In New York, the national epicenter of the COVID-19 pandemic, Governor Cuomo has asked for all elective surgery to be cancelled. Oncologists are deferring and revising cancer treatments, and fertility specialists have halted in-vitro-fertilization cycles. As the state’s coronavirus cases double every four days, health officials are working to limit the spread of infection and reduce other demands on hospital beds. But childbirth is not easily postponed, and the delivery of maternal health care amid this crisis differs considerably from hospital to hospital, and sometimes from hour to hour. “I’m at ease for now,” Sylvestre said, “but no one really knows what will happen next week.”

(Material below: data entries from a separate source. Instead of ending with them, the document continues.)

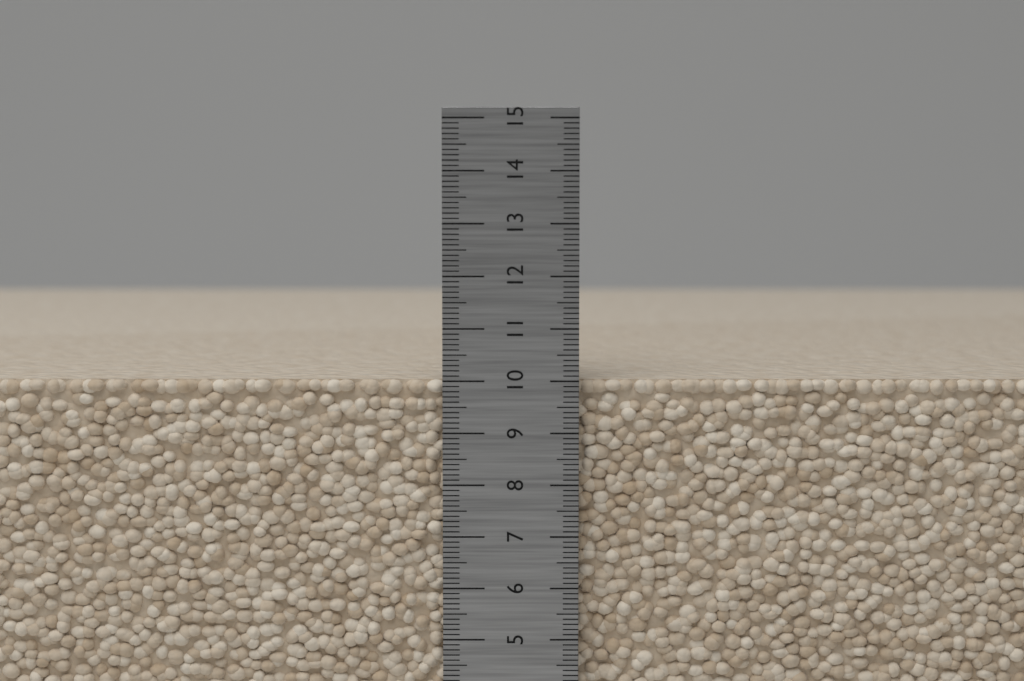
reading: 10.0 cm
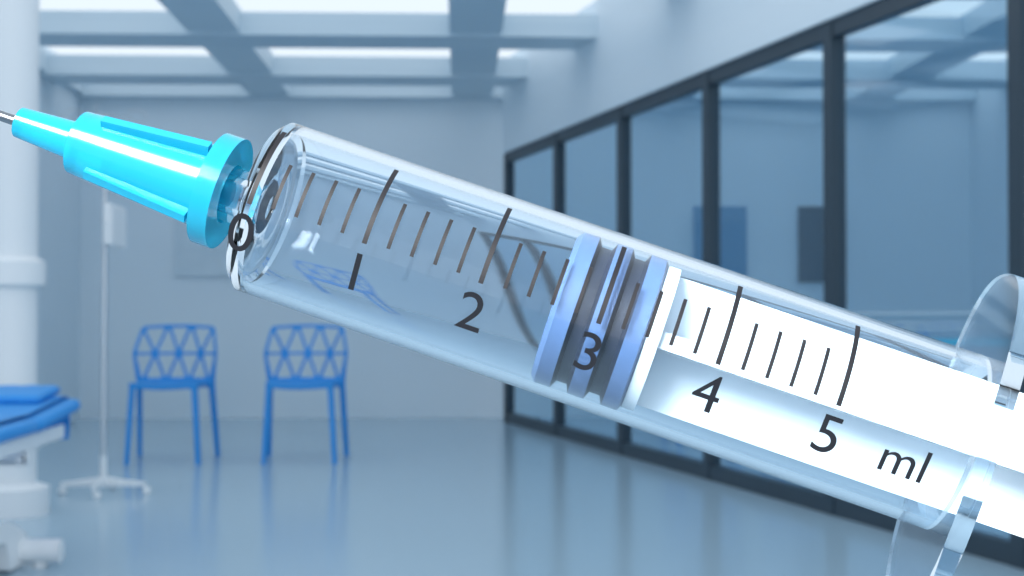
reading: 2.6 ml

The impact of COVID-19 on pregnant women and infants is not yet well known, which helps explain the conflict and confusion. The initial news had been reassuring: research from China showed that pregnant women who tested positive for the virus did not transmit it to their babies, and all had good outcomes. But the study included a mere nine women, all of whom had only mild symptoms. A more recent study, of forty-one pregnant women with COVID-19, found that they had a higher risk of miscarriage, preterm birth, and preëclampsia (along with a higher rate of C-section), particularly if they had been hospitalized for pneumonia. “I’ve never been so dependent on such shaky data to make what are fundamentally life-or-death decisions,” Neel Shah, an assistant obstetrics professor at Harvard, told me.

The messages new mothers are receiving are therefore jumbled. Hyein DeGannes, a thirty-six-year-old Mandarin teacher at a Brooklyn charter school, is another woman whose delivery date fell in the week between the private hospital ban on birth partners and Governor Cuomo’s reversal. She gave birth to her daughter, Keanu, on March 25th, at Mount Sinai West, while her husband, Randy, stayed at home with their older child. The next morning, the COVID-19 test DeGannes had taken when she was admitted came back positive, and she and her daughter were moved to a quarantine room with another sick mother, where visits from nurses were infrequent. She received contradictory instructions about how to care for Keanu, who tested negative. A doctor told her to pump and dump her breast milk for two weeks and give her daughter formula in the meantime. A doula friend said she should go ahead and breastfeed, but with a mask on.

N.Y.P.’s decision to ban partners was informed by two cases involving women who arrived at an N.Y.P. hospital with no coronavirus symptoms; after giving birth, both showed severe signs of COVID-19 and needed days in intensive-care units. What alarmed the hospital was not only the speed at which the women’s health deteriorated but also that they went untested until they developed symptoms. Before their diagnoses, they came into contact with an estimated total of at least thirty health-care workers, all of whom lacked P.P.E.

“Having partner support is essential for labor,” Jesse Pournaras, a doula who launched a Change.org petition protesting the ban on partners, said. (The petition received more than 613,000 signatures before she closed it on Saturday.) She pointed to studies showing that women who deliver without a companion are at greater risk of complications during and after birth. But not all obstetrics staff are delighted by the reversal of the policy. “We have too many health-care workers sick in hospitals, and quite a few on ventilators,” Sascha James-Conterelli, the president of the New York State Association of Licensed Midwives, said. Many providers are “scared to death,” she said, especially if they live with older or immunocompromised people; eight nurses and four obstetricians in the Mount Sinai system are infected, and one postpartum nurse recently died from COVID-19. James-Conterelli told me that she has been hearing too many stories of fathers lying about their symptoms so they can witness their child’s birth, and not every hospital has the staff to keep checking the temperatures of non-patients. One L. & D. nurse at Maimonides, a private hospital in Borough Park, recently posted on Facebook that some partners are still being sent away if couples arrive during the night shift, when hospitals tend to be particularly short-staffed. A compromise that some city hospitals are striking, James-Conterelli said, is to bar partners from labor—which is often long and unpredictable—but call them in for the birth itself.